Re: parameterised SQL views
Date: Sat, 14 Oct 2000 07:20:52 -0400
Message-ID: <8s9fod$rj0$1_at_cougar.golden.net>
Paul,
The thing you describe as:
EmpSnapshot( Name, Dept, When)
is not a relation nor is it anything like SQL' s attempt at one. 'When' has no distinct value.
A much more relational approach would define a domain to represent the date range or period with a Contains operator. Then you could have:
EmpSnapshot( Name, Dept, Period)
and query it with something along the lines:
SELECT T1.Name
FROM EmpSnapshot T1,
EmpSnapshot T2
WHERE T1.Name = T2.Name AND T1.Period Contains {12th Sep 1989} AND T2.Period Contains {25th Mar 1979} AND T1.Dept <> T2.Dept
Unfortunately, SQL doesn't really have domains and operators.
Of course, the original original Emp table already provides everything you
need to construct the query without the new domain. There is really no need
for a view here:
SELECT T1.Name
FROM Emp T1, Emp T2
WHERE T1.Name = T2.Name
Compile the above once and execute it many times with different values bound to the query.
Regards,
Bob
Paul Singleton wrote in message <39E5A4ED.D8A735A5_at_keele.ac.uk>...
>Joe Celko wrote:
>
>> Would you like to play with the idea of two or more
>> copies of the same VIEW with different parmeters?
>
>I _work_ with this idea all the time, in Prolog: the semantics are clean,
>declarative and a superset of the semantics which SQL realises.
>
>> The whole conceptual model falls apart.
>
>I don't think it's as serious as that.
>
>If I have a (naive) table of personnel records ("this person was in this
>dept from this date until this date")
>
> Emp( Name, Dept, DateFrom, DateUntil)
>
>and a view
>
> EmpSnapshot( Name, Dept, When)
>
>as
>
> SELECT Name, Dept, When
> FROM Emp
> WHERE DateFrom <= When
> AND When < DateUntil
>
>then I could use this view thus:
>
> SELECT T1.Name
> FROM EmpSnapshot T1,
> EmpSnapshot T2
> WHERE T1.Name = T2.Name
> AND T1.When = {12th Sep 1989}
> AND T2.When = {25th Mar 1979}
> AND T1.Dept <> T2.Dept
>
>to find names of folk in different depts on those dates.
>
>I don't think there's any problem with the semantics here, just that
>EmpSnapshot is not a *materialisable* view, so SQL baulks (and leaves
>me to the mercy of ad hoc vendor-specific "procedural" extensions :-)
>
>> Stored Procedures have parameters. Each call to a procedure is not
>> done inside a query where you would have those scoping problems.
>
>Is there a consensus on how stored procedures handle parameters,
>and can I use them to achieve the sort of thing illustrated above?
>
>Ones I've glanced at were more like #define textual substitutions
>than genuine runtime parameters, and I'd have trouble passing different
>actual parameter values to two instances of the same procedure...
>
>I really need to do this: I can generate an equivalent SQL query
>dynamically, and pass it to the RDBMS to be compiled each time, but
>can I do better than this?
>--
> _ _ Paul Singleton PhD CEng MBCS tel: 01782 618379 (UK)
>|_)(_` SmartArts Computing Consultancy tel: +44 1782 618379
>| ._) 36 Larchwood, Keele, email: p.singleton_at_keele.ac.uk
> Newcastle, Staffs ST5 5BB UK road: UK M6 J15 -> Keele Uni.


* Task brief: Go over the records and count each line that has the string "word". Give the number and nothing else.

(Dataset records)
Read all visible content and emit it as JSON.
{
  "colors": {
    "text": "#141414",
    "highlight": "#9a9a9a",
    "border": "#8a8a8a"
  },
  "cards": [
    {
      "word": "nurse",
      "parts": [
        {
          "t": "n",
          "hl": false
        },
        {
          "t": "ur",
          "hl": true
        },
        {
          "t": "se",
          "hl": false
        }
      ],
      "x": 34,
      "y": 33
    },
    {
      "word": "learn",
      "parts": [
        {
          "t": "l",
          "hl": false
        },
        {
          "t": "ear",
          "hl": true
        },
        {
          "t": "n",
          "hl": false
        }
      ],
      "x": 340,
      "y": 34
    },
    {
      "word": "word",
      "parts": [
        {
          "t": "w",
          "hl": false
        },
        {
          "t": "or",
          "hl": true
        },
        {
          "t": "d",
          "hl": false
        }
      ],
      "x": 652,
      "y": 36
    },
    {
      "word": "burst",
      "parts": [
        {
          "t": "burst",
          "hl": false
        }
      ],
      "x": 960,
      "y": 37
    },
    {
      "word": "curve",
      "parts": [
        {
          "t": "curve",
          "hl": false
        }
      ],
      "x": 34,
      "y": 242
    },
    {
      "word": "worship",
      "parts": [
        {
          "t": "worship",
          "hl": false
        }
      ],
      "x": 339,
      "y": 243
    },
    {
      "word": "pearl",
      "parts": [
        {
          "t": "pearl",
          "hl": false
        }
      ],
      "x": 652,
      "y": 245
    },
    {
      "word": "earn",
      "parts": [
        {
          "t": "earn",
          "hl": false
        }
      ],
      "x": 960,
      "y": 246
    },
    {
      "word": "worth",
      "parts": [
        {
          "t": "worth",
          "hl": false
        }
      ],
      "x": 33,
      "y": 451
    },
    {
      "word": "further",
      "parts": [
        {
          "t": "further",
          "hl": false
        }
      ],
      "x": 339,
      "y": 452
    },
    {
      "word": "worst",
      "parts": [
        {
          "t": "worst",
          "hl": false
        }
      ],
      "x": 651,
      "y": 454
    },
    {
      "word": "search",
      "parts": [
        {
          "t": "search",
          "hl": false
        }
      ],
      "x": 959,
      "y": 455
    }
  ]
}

* Exercise solution: 12